The pipe dream: A bad penny

  • By JOE MEHRKENS
  • Tuesday, December 12, 2017 6:27am
  • Opinion

Despite a $2.7 billion dollar budget deficit and Sen. Pete Kelly, R-Fairbanks, bent on spending the last of our savings, the governor is promoting sub-marginal natural gas pipeline. Described as an opportunity “whose time is come”, in reality it is massive public subsidy to China and will allow China to operate Alaska like a colony for a very long time.

The governor’s “opportunity” has very significant caveats such as “discounted prices” and “lower profits for long-term supply certainty.” This means is that we are prepared to sell our gas at fire sale prices — and relinquish control by providing a 51 to 70 percent interest to China. These are large and long-term concessions which indicate how marginal the project is.

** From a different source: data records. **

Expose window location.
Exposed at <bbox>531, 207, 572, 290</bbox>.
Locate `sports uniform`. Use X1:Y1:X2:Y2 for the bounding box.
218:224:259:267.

The existing industry remains lukewarm to the project for good cause. Much of the gas they produce is reinjected into wells to capture more oil and global prices for gas do not cover Alaska production costs including a normal profit margin. Moreover, the existing industry has prior rights to the natural gas and the power to kill the deal. Nonetheless, the industry is circling the wagons, presumably to protect their generous tax breaks gained in Senate Bill 21.

Ironically the governor’s efforts to eliminate the fiscal gap were largely driven to protect the state’s credit rating and the ability to attract big money. Unfortunately, the $2.7 billion deficit and insufficient global markets are clearly working against this alternative. So the China “solution” is born and is moving forward — providing the Legislature makes additional funds available for further planning. That is a big ask and how to pay for the additional planning is a pick your poison proposition. We can take more from the Permanent Fund, significantly increase taxes, sacrifice even more public services, repeal the generous oil tax breaks of SB 21, and/or spend down our dwindling savings even faster.

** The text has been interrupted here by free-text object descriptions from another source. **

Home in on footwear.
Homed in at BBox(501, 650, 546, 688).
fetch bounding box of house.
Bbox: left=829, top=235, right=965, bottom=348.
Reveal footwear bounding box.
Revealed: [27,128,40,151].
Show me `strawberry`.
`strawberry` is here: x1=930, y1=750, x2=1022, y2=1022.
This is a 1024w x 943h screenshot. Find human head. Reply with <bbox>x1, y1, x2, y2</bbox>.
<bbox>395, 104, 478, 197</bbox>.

Perhaps the silver lining in our chronic fiscal deficit is a greater public awareness of SB 21. Indeed, SB 21 was needed and has merits, but there is an urgent need to eliminate the tax breaks that are unnecessarily bleeding the state’s treasury.

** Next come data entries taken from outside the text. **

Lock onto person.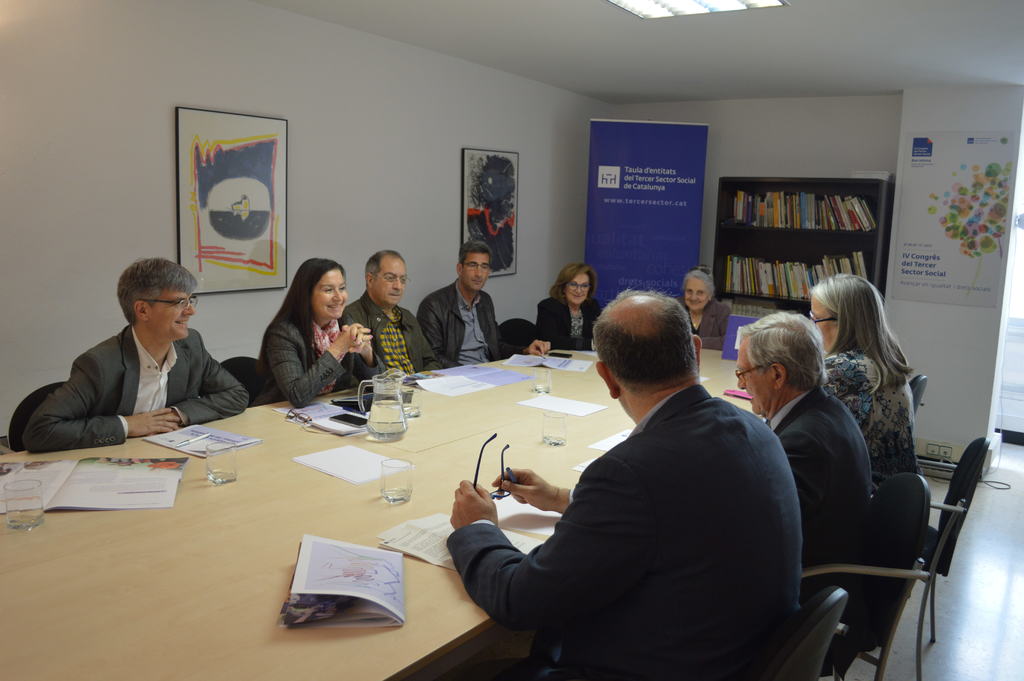
Locked: rect(525, 256, 607, 356).
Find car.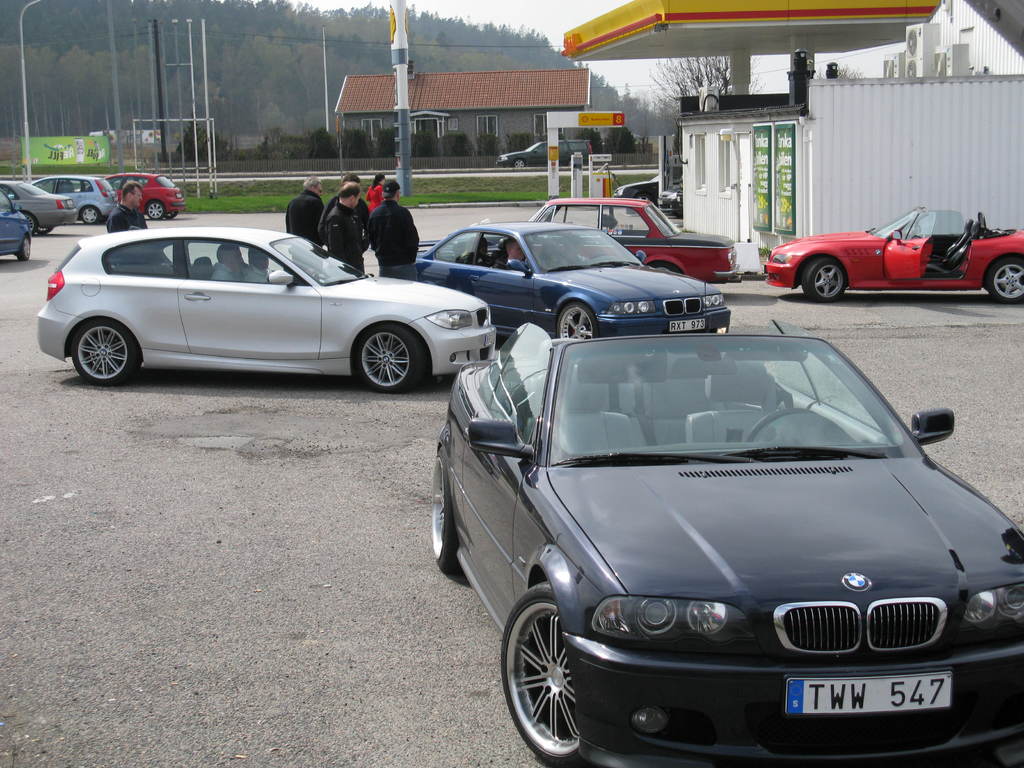
box=[420, 212, 733, 342].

Given scale of the fiscal gap and lack of compromise to close it, promoting an economically marginal mega project (with long-term Chinese oversight), is both untimely and too costly. Better to have the governor and Sen. Kelly compromise on the fiscal gap first (including amendments to SB 21) and wait for our gas becomes fully profitable — which in time it will.


• Joe Mehrkens is a retired economist who splits time between Petersburg and Juneau.